There are moments when faith in institutions collapses not with a bang, but with a slow, sickening realization that standards have rotted from the inside. For a support base raised on sacrifice, solidarity, and moral certainty, disappointment is not just emotional — it is existential. Celtic’s history teaches its followers to endure hardship, but never to accept silence when integrity is questioned. When belief is betrayed, outrage is inevitable.
That outrage now curdles into something darker. What unfolded after the defeat to Hibernian FC has dragged the game’s guardians into public humiliation. Not through fan fury alone — but through the voices of their own. When insiders speak, denial becomes impossible. And what they said was brutal.
The match itself has been reduced to background noise. The talking point is not tactics, not form, not missed chances. It is authority disgraced. VAR decisions that felt reckless, arrogant, and contemptuous of common sense left supporters nauseated long before the final whistle. By the time the dust settled, the sense of injustice had hardened into conviction.
Auston Trusty’s red card was the first insult. A moment dissected to death, stripped of context, and inflated into a punishment that even elite refereeing voices could not justify. Former FIFA official Mark Clattenburg called it “unfortunate” — a diplomatic word that barely disguised disbelief. To fans, it felt vindictive. A decision dripping with overreach.
Then came the episode that detonated trust entirely.
Liam Scales, arms clutched, body dragged, movement impeded — right in front of the referee. The kind of incident that has been given as a penalty for decades. VAR paused. Reviewed. And then delivered a verdict so detached from reality that it provoked laughter from rivals and rage from everyone else.
No penalty.
And that was when the officials truly lost the room.
Because The Ref’s View — a collective of former officials with links to the Scottish Football Association — did not hedge, protect, or spin. They eviscerated the decision.
“This is a clear penalty too, referee right in front of it, absolutely no excuse.”
No defence.
No caveats.
No loyalty to the badge.
Just exposure.
For Celtic supporters, it was vindication wrapped in humiliation — not for the club, but for those tasked with protecting the game. The implication was savage: if even ex-referees are calling this indefensible, what exactly are we watching?
Online reaction spiralled from anger to outright disgust.
“They’re not incompetent — they’re embarrassing.”
“This isn’t error, this is arrogance.”
“VAR has become a circus run by people who hate accountability.”
The language was ugly because the moment felt ugly.
• A sending-off branded “harsh” by elite refereeing voices
• A penalty dismissed on the pitch, then publicly shredded by ex-officials
• A title race distorted by decisions that reek of carelessness
Each layer added to a sense of rot. Not conspiracy — contempt. Contempt for players. Contempt for supporters. Contempt for credibility.
Meanwhile, the damage deepens. Heart of Midlothian FC stretch clear at the summit. Rangers FC stumble, yet Celtic gain nothing. Pressure from Motherwell FC intensifies. Trips to Rangers FC and Aberdeen FC loom like trials, not fixtures.
And hovering over it all is the stench of unresolved wrongdoing.
“If this happened to any other club, there’d be explanations by now,” one fan wrote. “The silence is the insult.”
Silence, in moments like this, is not neutrality. It is cowardice. It is officials hiding behind procedure while credibility bleeds out in public view. Every hour without clarity compounds the humiliation — not for Celtic, but for those who officiate its matches.
This is no longer about one call. Or two. It is about a governing culture that appears incapable of shame. A system that lectures players on discipline while refusing to discipline itself.
Celtic will fight on. They always do. History demands it. But make no mistake: this episode has scarred the season. And unless accountability follows, it will stain the reputation of Scottish officiating far longer than any result ever could.
Because when insiders turn executioner, the verdict is already delivered — and it is devastating.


_Problem description:_
Reproduce the data exactly and drop any pictures it holds.

(Records drawn from a dataset)
────────

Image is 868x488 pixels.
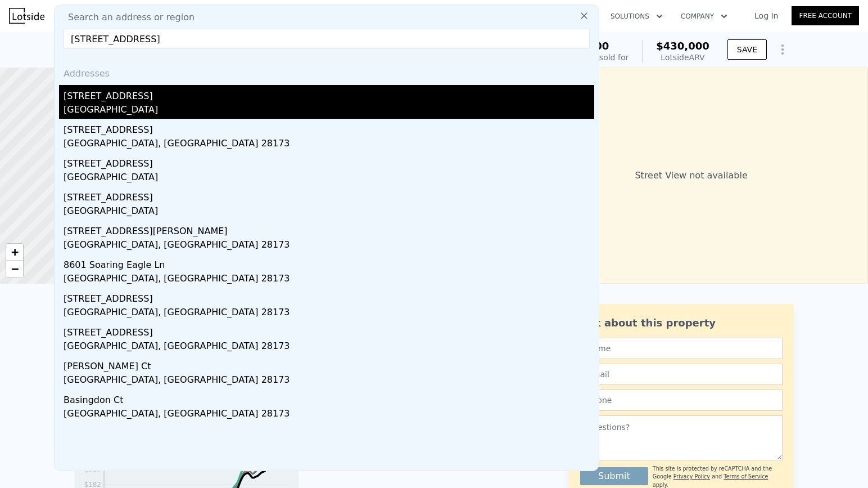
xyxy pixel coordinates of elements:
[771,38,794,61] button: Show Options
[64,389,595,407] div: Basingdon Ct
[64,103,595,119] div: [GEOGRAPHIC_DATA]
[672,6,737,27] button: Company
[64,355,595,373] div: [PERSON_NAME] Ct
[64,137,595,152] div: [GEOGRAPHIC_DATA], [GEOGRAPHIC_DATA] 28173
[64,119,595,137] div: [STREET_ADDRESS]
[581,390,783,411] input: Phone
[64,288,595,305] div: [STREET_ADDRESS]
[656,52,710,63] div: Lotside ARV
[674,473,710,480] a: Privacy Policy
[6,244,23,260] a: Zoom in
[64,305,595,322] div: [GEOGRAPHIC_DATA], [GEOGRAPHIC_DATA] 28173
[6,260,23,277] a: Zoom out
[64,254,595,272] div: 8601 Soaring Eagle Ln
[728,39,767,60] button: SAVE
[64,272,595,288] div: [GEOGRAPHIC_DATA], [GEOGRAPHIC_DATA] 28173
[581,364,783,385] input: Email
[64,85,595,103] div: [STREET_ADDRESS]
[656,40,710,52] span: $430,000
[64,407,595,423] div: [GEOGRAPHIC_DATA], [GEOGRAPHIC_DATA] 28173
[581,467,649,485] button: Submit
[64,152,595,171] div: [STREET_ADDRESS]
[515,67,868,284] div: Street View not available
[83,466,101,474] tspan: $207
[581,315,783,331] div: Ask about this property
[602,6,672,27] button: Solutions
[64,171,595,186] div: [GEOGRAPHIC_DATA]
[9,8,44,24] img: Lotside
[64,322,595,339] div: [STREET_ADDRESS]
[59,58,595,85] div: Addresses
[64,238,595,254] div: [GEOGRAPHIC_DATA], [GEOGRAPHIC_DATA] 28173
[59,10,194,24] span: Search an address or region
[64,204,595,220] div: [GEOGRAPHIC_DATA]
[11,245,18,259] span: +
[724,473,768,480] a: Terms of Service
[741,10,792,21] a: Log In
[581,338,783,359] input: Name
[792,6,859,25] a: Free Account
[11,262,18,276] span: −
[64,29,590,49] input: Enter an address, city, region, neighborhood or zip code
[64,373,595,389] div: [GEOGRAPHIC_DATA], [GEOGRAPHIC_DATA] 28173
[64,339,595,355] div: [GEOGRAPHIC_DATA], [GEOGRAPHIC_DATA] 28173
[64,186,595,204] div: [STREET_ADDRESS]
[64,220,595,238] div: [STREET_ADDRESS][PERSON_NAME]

────────

_Exercise result:_
Image is 868x488 pixels.
xyxy pixel coordinates of elements:
[771,38,794,61] button: Show Options
[64,389,595,407] div: Basingdon Ct
[64,103,595,119] div: [GEOGRAPHIC_DATA]
[672,6,737,27] button: Company
[64,355,595,373] div: [PERSON_NAME] Ct
[64,137,595,152] div: [GEOGRAPHIC_DATA], [GEOGRAPHIC_DATA] 28173
[64,119,595,137] div: [STREET_ADDRESS]
[581,390,783,411] input: Phone
[64,288,595,305] div: [STREET_ADDRESS]
[656,52,710,63] div: Lotside ARV
[674,473,710,480] a: Privacy Policy
[6,244,23,260] a: Zoom in
[64,305,595,322] div: [GEOGRAPHIC_DATA], [GEOGRAPHIC_DATA] 28173
[6,260,23,277] a: Zoom out
[64,254,595,272] div: 8601 Soaring Eagle Ln
[728,39,767,60] button: SAVE
[64,272,595,288] div: [GEOGRAPHIC_DATA], [GEOGRAPHIC_DATA] 28173
[581,364,783,385] input: Email
[64,85,595,103] div: [STREET_ADDRESS]
[656,40,710,52] span: $430,000
[64,407,595,423] div: [GEOGRAPHIC_DATA], [GEOGRAPHIC_DATA] 28173
[581,467,649,485] button: Submit
[64,152,595,171] div: [STREET_ADDRESS]
[515,67,868,284] div: Street View not available
[83,466,101,474] tspan: $207
[581,315,783,331] div: Ask about this property
[602,6,672,27] button: Solutions
[64,171,595,186] div: [GEOGRAPHIC_DATA]
[9,8,44,24] img: Lotside
[64,322,595,339] div: [STREET_ADDRESS]
[59,58,595,85] div: Addresses
[64,238,595,254] div: [GEOGRAPHIC_DATA], [GEOGRAPHIC_DATA] 28173
[59,10,194,24] span: Search an address or region
[64,204,595,220] div: [GEOGRAPHIC_DATA]
[11,245,18,259] span: +
[724,473,768,480] a: Terms of Service
[741,10,792,21] a: Log In
[581,338,783,359] input: Name
[792,6,859,25] a: Free Account
[11,262,18,276] span: −
[64,29,590,49] input: Enter an address, city, region, neighborhood or zip code
[64,373,595,389] div: [GEOGRAPHIC_DATA], [GEOGRAPHIC_DATA] 28173
[64,339,595,355] div: [GEOGRAPHIC_DATA], [GEOGRAPHIC_DATA] 28173
[64,186,595,204] div: [STREET_ADDRESS]
[64,220,595,238] div: [STREET_ADDRESS][PERSON_NAME]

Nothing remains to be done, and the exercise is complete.